*Task instructions*
Once you find the line containing "The image size is (756, 550).", set down exactly that line and every one after it through the end of the listing below, with both ends included and any pictures omitted.
(Record extracts)
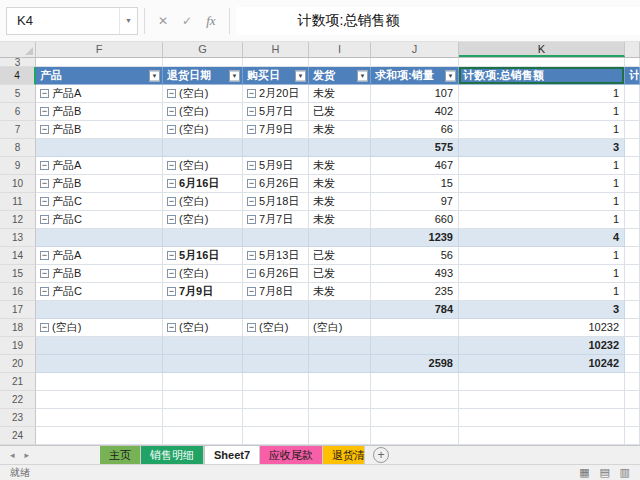 The height and width of the screenshot is (480, 640). I want to click on column-header-I: I, so click(340, 50).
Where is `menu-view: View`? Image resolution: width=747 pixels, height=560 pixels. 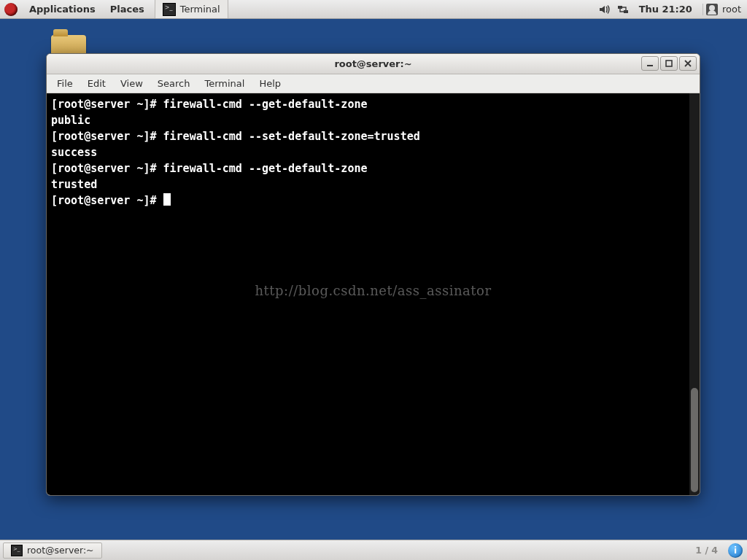
menu-view: View is located at coordinates (131, 84).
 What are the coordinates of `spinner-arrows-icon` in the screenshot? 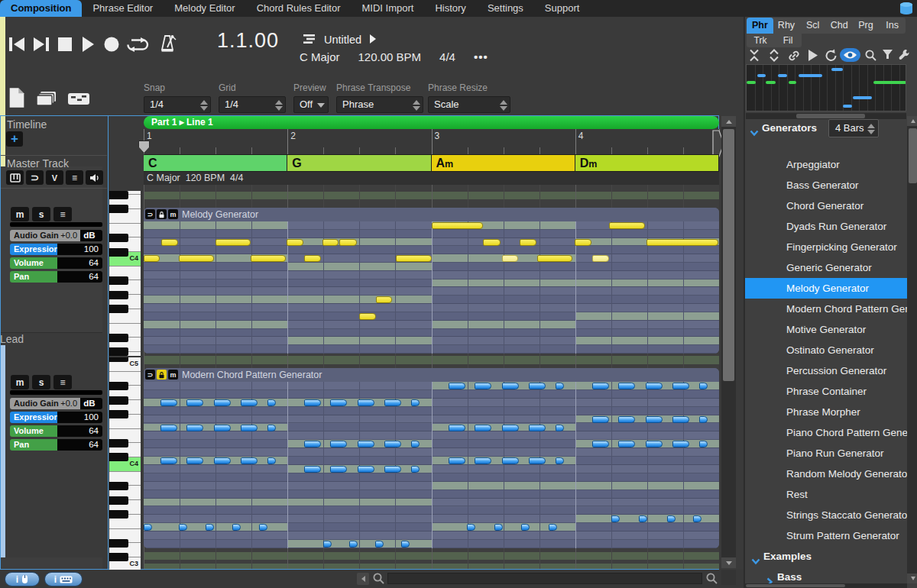 It's located at (278, 105).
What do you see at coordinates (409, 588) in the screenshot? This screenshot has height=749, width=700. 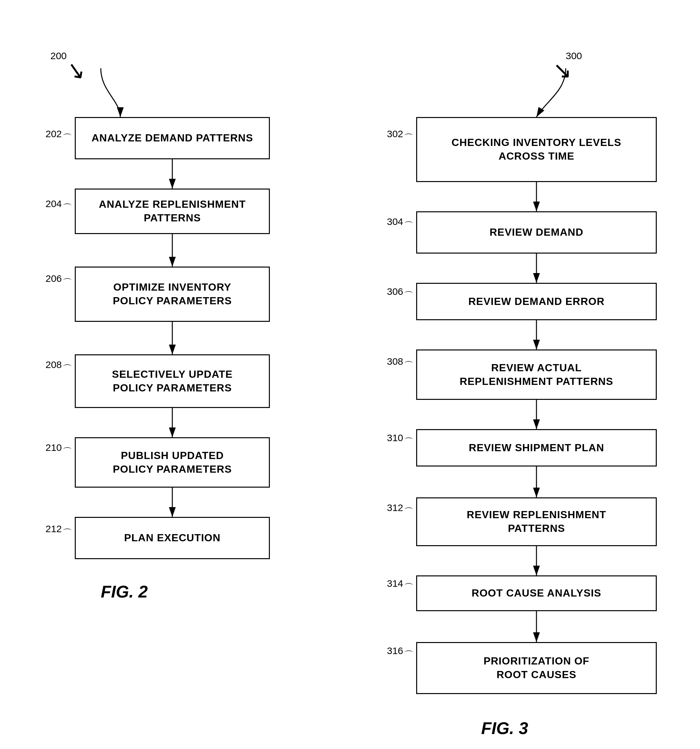 I see `ref-314-curl: ⌒` at bounding box center [409, 588].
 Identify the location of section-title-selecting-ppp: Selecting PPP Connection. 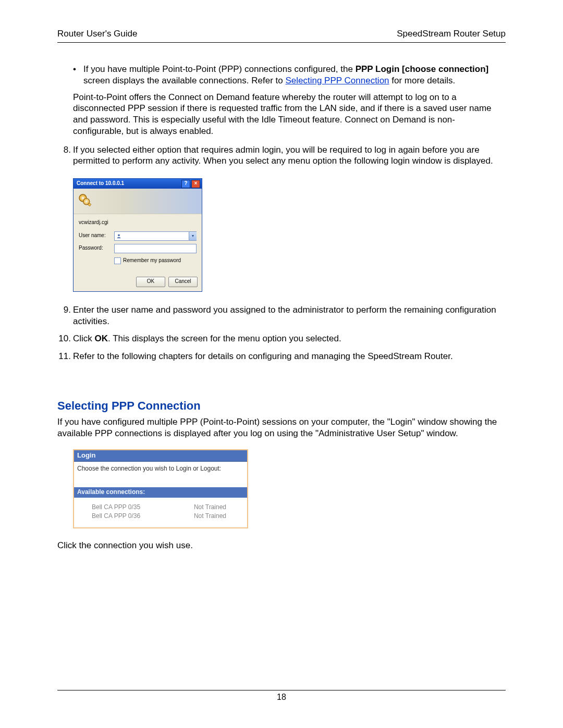
(282, 406).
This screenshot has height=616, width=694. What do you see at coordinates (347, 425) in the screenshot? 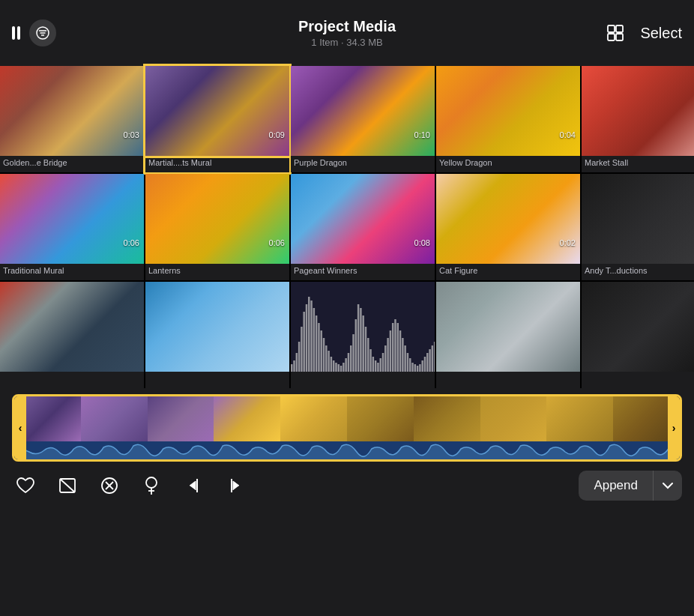
I see `timeline-section: ‹ ›` at bounding box center [347, 425].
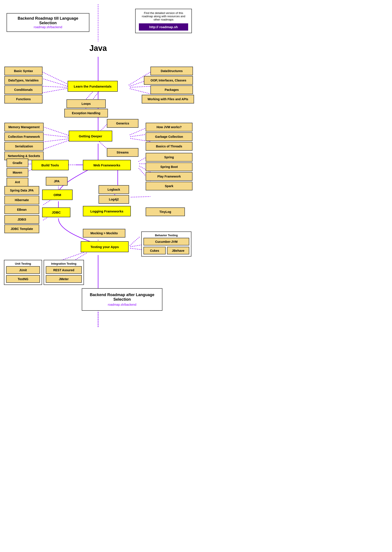 This screenshot has width=392, height=552. Describe the element at coordinates (168, 99) in the screenshot. I see `working-files-node: Working with Files and APIs` at that location.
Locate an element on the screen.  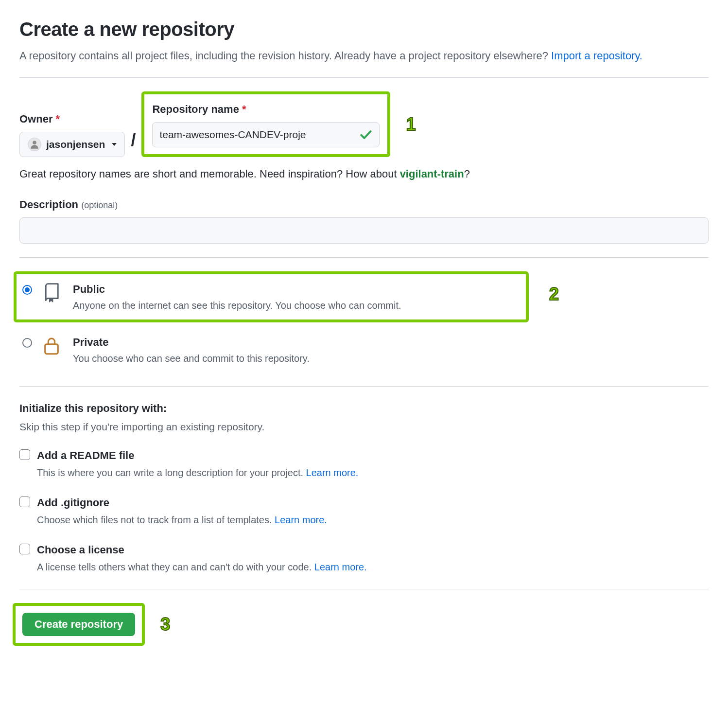
create-repository-button: Create repository is located at coordinates (79, 624).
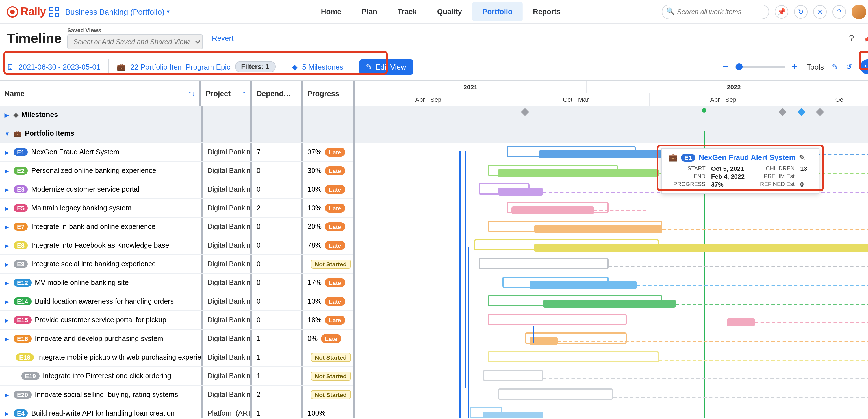  What do you see at coordinates (331, 338) in the screenshot?
I see `status-late: Late` at bounding box center [331, 338].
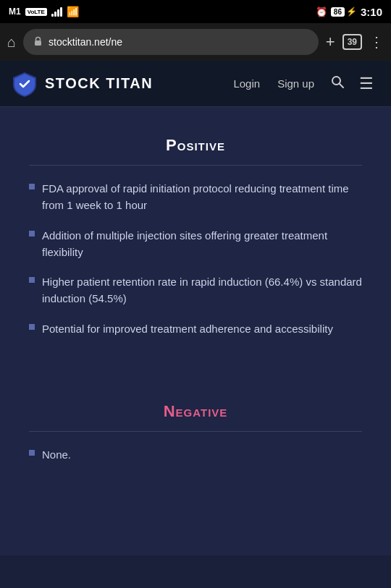 Image resolution: width=391 pixels, height=588 pixels. Describe the element at coordinates (196, 145) in the screenshot. I see `positive-title: Positive` at that location.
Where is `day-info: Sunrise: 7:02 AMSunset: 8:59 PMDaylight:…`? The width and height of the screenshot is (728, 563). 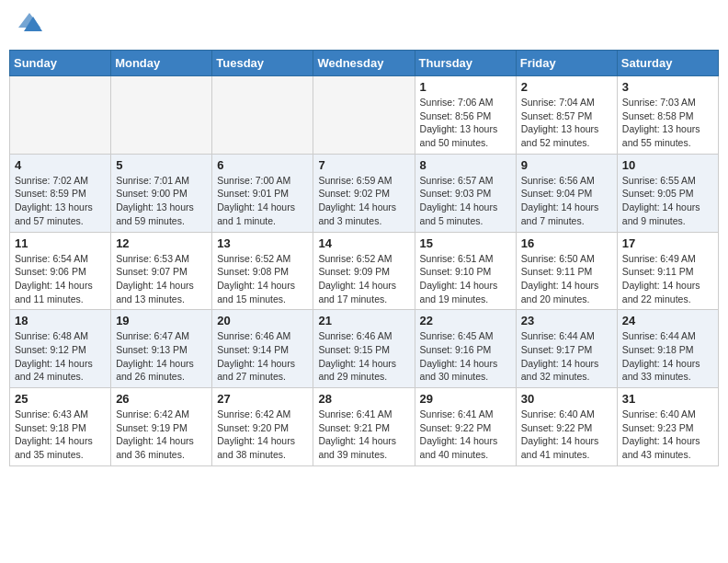 day-info: Sunrise: 7:02 AMSunset: 8:59 PMDaylight:… is located at coordinates (61, 201).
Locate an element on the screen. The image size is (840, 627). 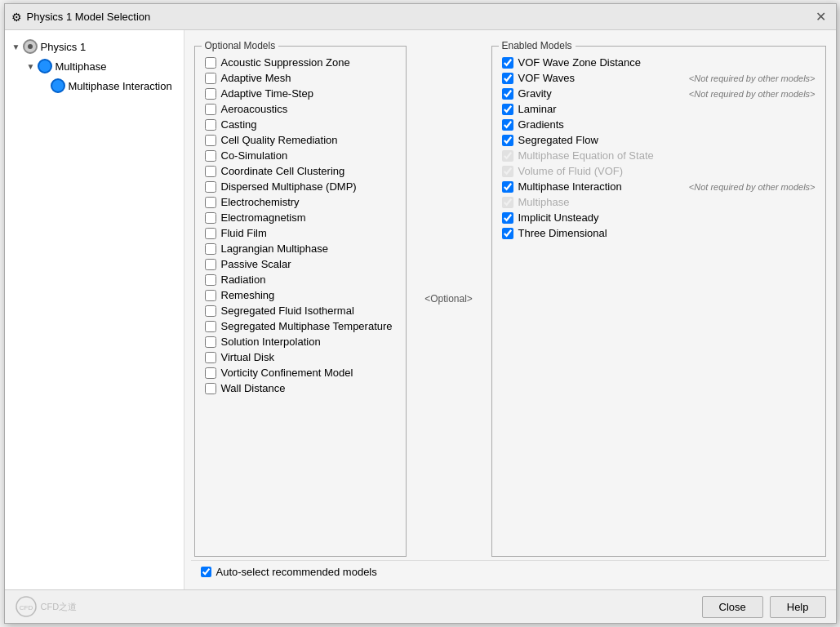
checkbox-virtual-disk is located at coordinates (211, 358).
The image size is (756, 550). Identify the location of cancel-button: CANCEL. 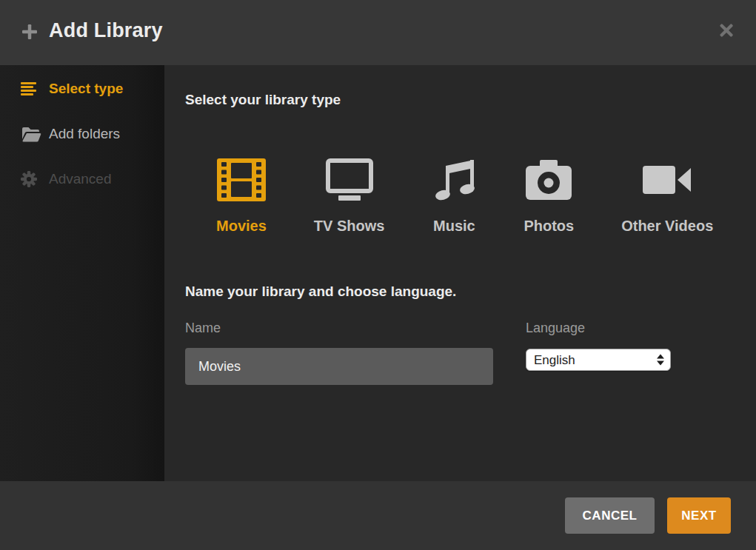
(610, 515).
(End Record extracts)
*Task result*
The image size is (756, 550). Identify the location of cancel-button: CANCEL. 
(610, 515).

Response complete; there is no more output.